Welcome back for the concluding part of this series of blogs.
In the last part I went through a brief primer about code execution and stack frames in preparation for this posting. I hope that wasn’t too boring for everyone – I think it’s really important to make sure all the preliminary knowledge is covered and not make too many assumptions about the reader. In this part I will finally get to the point, and talk about some alternative techniques for determining the reasons for poor performance for our example user session.
OK, here it is, the ‘first part of the last part’, though the topics discussed in these articles will be discussed more over time in my blog and in Tanel’s. I’ve split it into two subparts, because it was just getting insanely long as single posting.

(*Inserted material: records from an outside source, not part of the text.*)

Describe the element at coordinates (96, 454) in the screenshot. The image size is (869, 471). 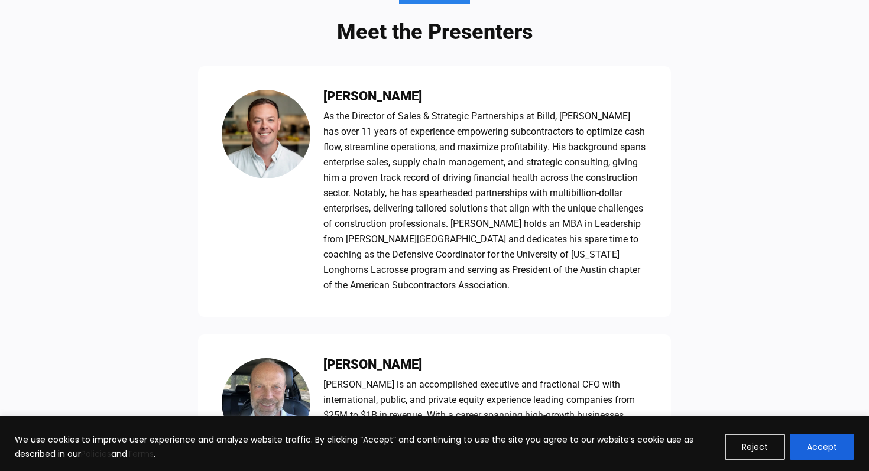
I see `a: Policies` at that location.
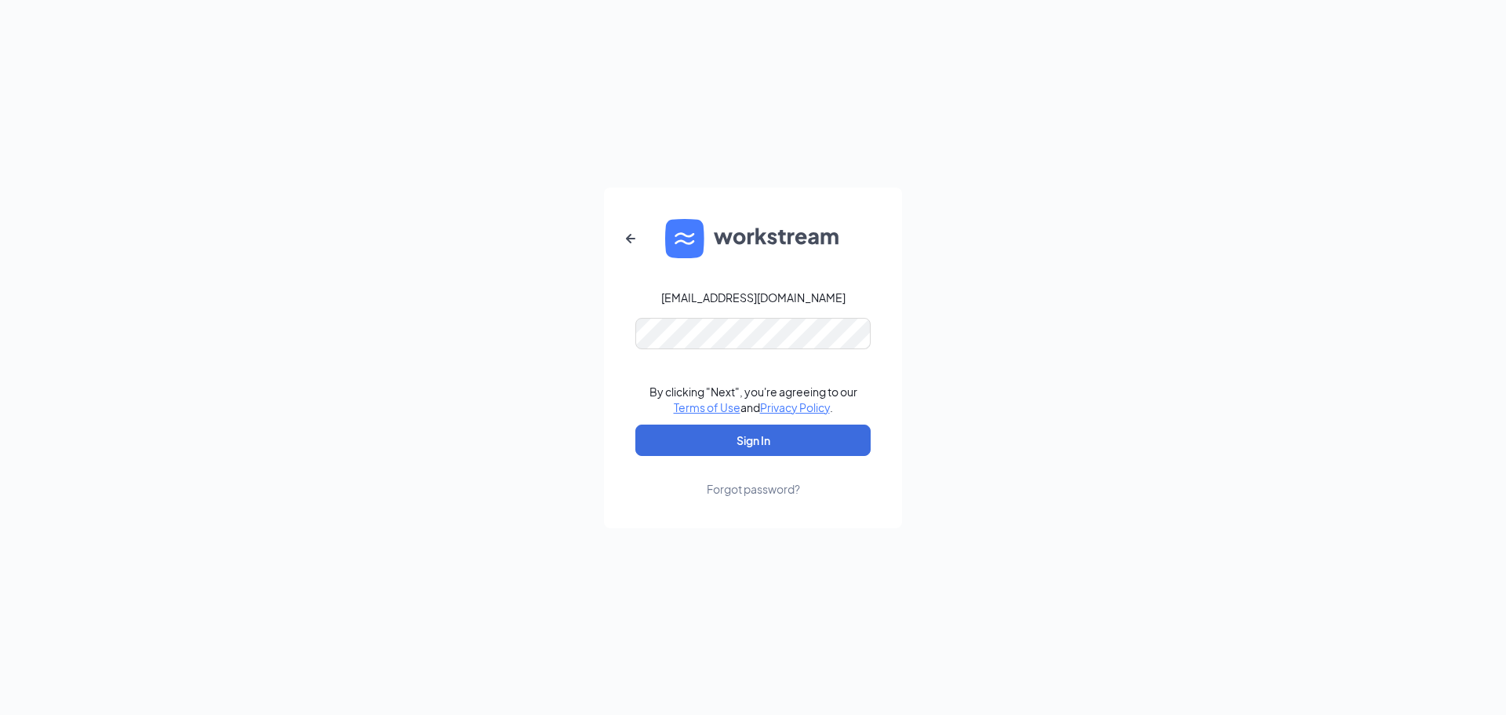 The image size is (1506, 715). I want to click on button: ArrowLeftNew, so click(631, 238).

Yep, another post with the word ‘latency’ written all over it.
I’ve talked a lot about latency, and how it is more often than not completely immutable. So, if the latency cannot be improved upon because of some pesky law of physics, what can be done to reduce that wasted time? Just three things, actually:
The first option is constantly overlooked – do you really need to be doing this task that makes you wait around? The second option is the classic ‘do things in bigger lumps between the latency’ – making less roundtrips being the classic example. This post is about the third option, which is technically referred to as latency hiding.

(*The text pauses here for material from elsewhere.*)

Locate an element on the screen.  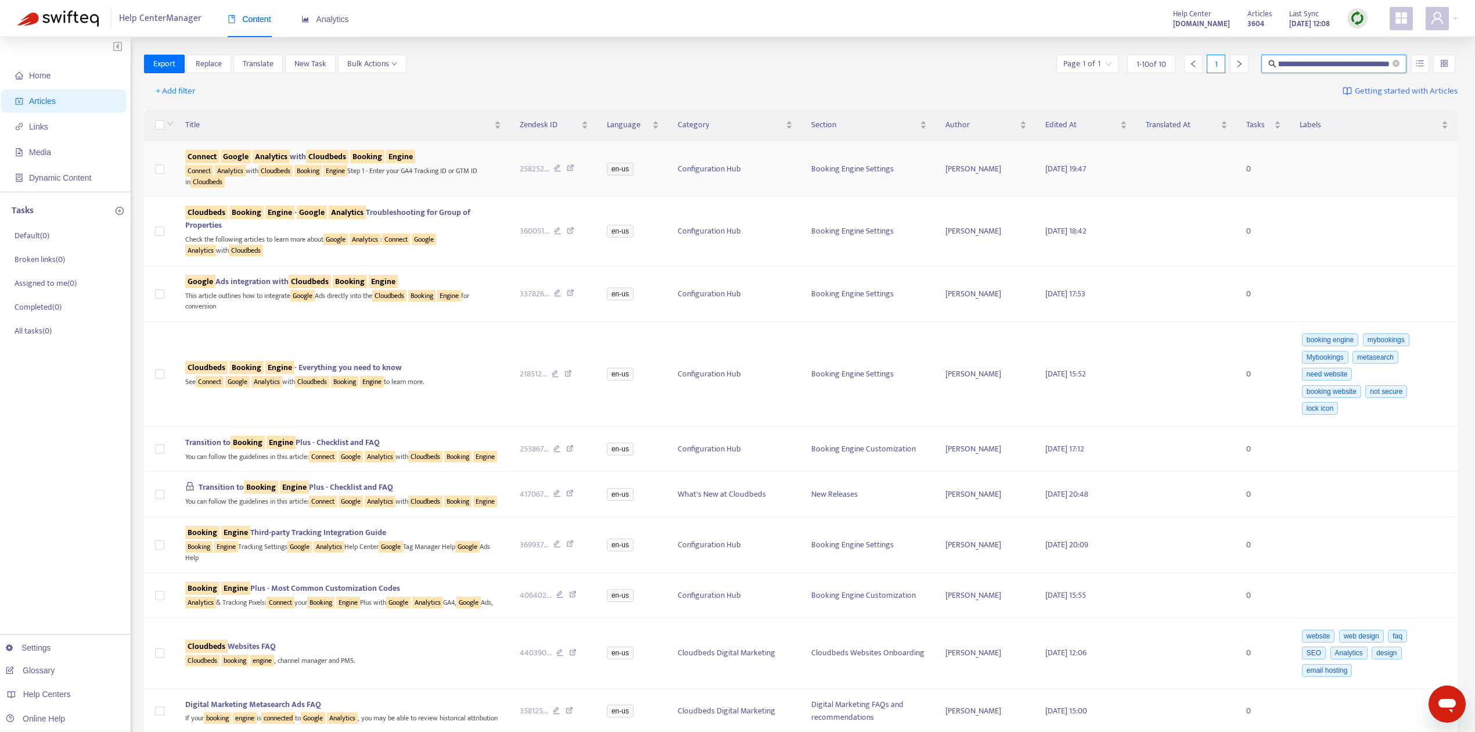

Everybody knows what latency hiding is, but most don’t realise it. Here’s a classic example:
I need some salad to go with the chicken I am about to roast. Do I:
(a) go to the supermarket immediately and buy the salad, then worry about cooking the chicken?
OR
(b) get the chicken in the oven right away, then go to the supermarket?
Unless the time required to buy the salad is much longer than the chicken’s cook-time, the answer is always going to be (b), right? That’s latency hiding, also known as Asynchronous Processing. Let’s look at the numbers:
Variable definitions:
Supermarket Trip=1800s
Chicken Cook-Time=4800s
Calculations:
Option (a)=1800s+4800s=6600s (oh man, nearly two hours until dinner!)
Option (b)=4800s (with 1800s supermarket time hidden within it)
Here’s another example: You have a big code compile to do, and an empty stomach to fill. In which order do you execute those tasks? Hit ‘make’, then grab a sandwich, right?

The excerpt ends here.